What if rhodium melts up to a new record?
Thin, illiquid rhodium spot means a small autocatalyst shortfall produces a parabolic mark — the move is idiosyncratic to rhodium and PGM miners (Anglo Platinum, Sibanye), with copper a weak read-through. Rhymes with the 2020-21 rhodium melt-up to ~$29,000/oz on tight supply and the 2008 spike, both of which round-tripped violently. Forward angle: tightening gasoline-vehicle catalyst demand into EV penetration makes any spike more fragile than 2021 — fade rallies rather than chase.
how we built this number — every step
The class rate is measured from our dated, sourced event library (decade-normalized Poisson — the full table is public at base_rates.json). The variant’s share within its class is the analyst’s editorial call, published so you can audit it. A wider range means thinner precedent. Full recipe: methodology · scored at Reality Check.
The butterfly cascade
How this trigger trickles across markets, left → right — the root shock, its first‑order moves, then the ripple effects. Drag any node; tap a market for its real price history.
Resolution timeline — how this probability is moving
Our model's odds (gold) over time vs the crowd's (Polymarket, blue), from the past toward the 0–6 months horizon. Each dot is a real macro event that nudged the probability — green pushed it up, red pushed it down. Tap a dot for the source. The gold path is an illustrative reconstruction anchored to today's estimate — real dated events, not a live re-estimate history.
What it would mean
If this plays out, it is a mixed shock. Tightening autocatalyst rhodium supply triggers a parabolic squeeze past prior records on thin, illiquid spot trading. The trigger decomposes into signed root‑shocks — Industrial demand ▲ — which propagate through our causal graph to the markets below.
If it happens — the markets it would move
Biggest moves first. Projected moves are cascade-model priors; hist A–B% = what comparable past events actually did (measured abnormal returns), and model prior · unmeasured marks markets with no analogue backing yet. Tap any market for its price history.

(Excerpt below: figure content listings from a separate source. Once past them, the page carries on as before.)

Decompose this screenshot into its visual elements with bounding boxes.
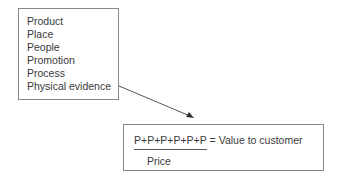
formula-equals-text: = Value to customer — [207, 134, 303, 146]
formula-numerator: P+P+P+P+P+P — [134, 134, 207, 150]
formula-numerator-line: P+P+P+P+P+P = Value to customer — [134, 134, 303, 150]
value-formula-box: P+P+P+P+P+P = Value to customer Price — [123, 124, 324, 171]
formula-denominator: Price — [147, 155, 171, 167]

| Market | Class | Projected move | |
|---|---|---|---|
| 1 | Freeport (copper) FCX 📈 chart | Equity | ▲ +0.7% hist -2.03–+0.91% · other way +4.9% (n=12) |
| 2 | Copper XCUon Hyperliquid 📈 chart | Commodity | ▲ +0.3% hist -0.21–+0.3% · other way -0.49% (n=12) |
| 3 | Platinum XPTon Hyperliquid 📈 chart | Commodity | ▲ +0.2% hist -1.18–+0.5% · other way +1.16% (n=12) |
| 4 | Palladium XPDon Hyperliquid 📈 chart | Commodity | ▲ +0.2% hist -0.41–+0.33% · other way -1.46% (n=12) |
Probable recommendation
Why we may diverge from history
Trust history's FCX/XCU short: the bullish cascade conflates a thin rhodium squeeze with copper equities, but 12 recent copper-supply analogues reliably faded (0.83) — wrong asset, sell-the-shock dominates.
Historical precedent — what analogous events actually did
Across 40 analogous events (overlap‑weighted), as abnormal returns — market beta stripped, so it's the event's own effect, not the market backdrop. Shown at 20 days (persistent) and 5 days (immediate); ↺ fades = the two horizons disagree. Confidence = consistency × sample × significance.
| Asset | History says | Abnormal (20d · 5d) | Hit | n | Confidence | vs cascade |
|---|---|---|---|---|---|---|
| FCX FCX | SHORT | -2.1% · 5d -1.7% | 62% | 40 | 0.22 | ⚠ differs |
| XPT XPT | SHORT | -1.2% · 5d -1.0% | 60% | 40 | 0.17 | ⚠ differs |
| High-yield credit HYG | SHORT | -0.4% · 5d -0.1% | 60% | 40 | 0.16 | · |
| Volatility VIX | LONG | +4.1% · 5d -0.7% ↺ fades | 55% | 40 | 0.08 | · |
| XCU XCU | SHORT | -0.4% · 5d -1.0% | 53% | 40 | 0.04 | ⚠ differs |
| Bitcoin BTC | LONG | +3.4% · 5d -1.8% ↺ fades | 51% | 39 | 0.02 | · |
| XPD XPD | SHORT | -0.5% · 5d -0.2% | 50% | 40 | 0.00 | ⚠ differs |
| Gold XAU | SHORT | -0.1% · 5d -1.1% | 45% | 40 | 0.00 | · |
| US dollar DXY | SHORT | -0.0% · 5d +0.1% ↺ fades | 45% | 40 | 0.00 | · |
| 10y yield DGS10 | LONG | +3bp · 5d +2bp | 45% | 40 | 0.00 | · |
Why this probability
Rhodium is thin/illiquid and prone to squeezes; a fresh-record melt-up in 6mo plausible but not base-case. A base‑rate‑anchored prior, continuously scored against what actually happens — not a forecast.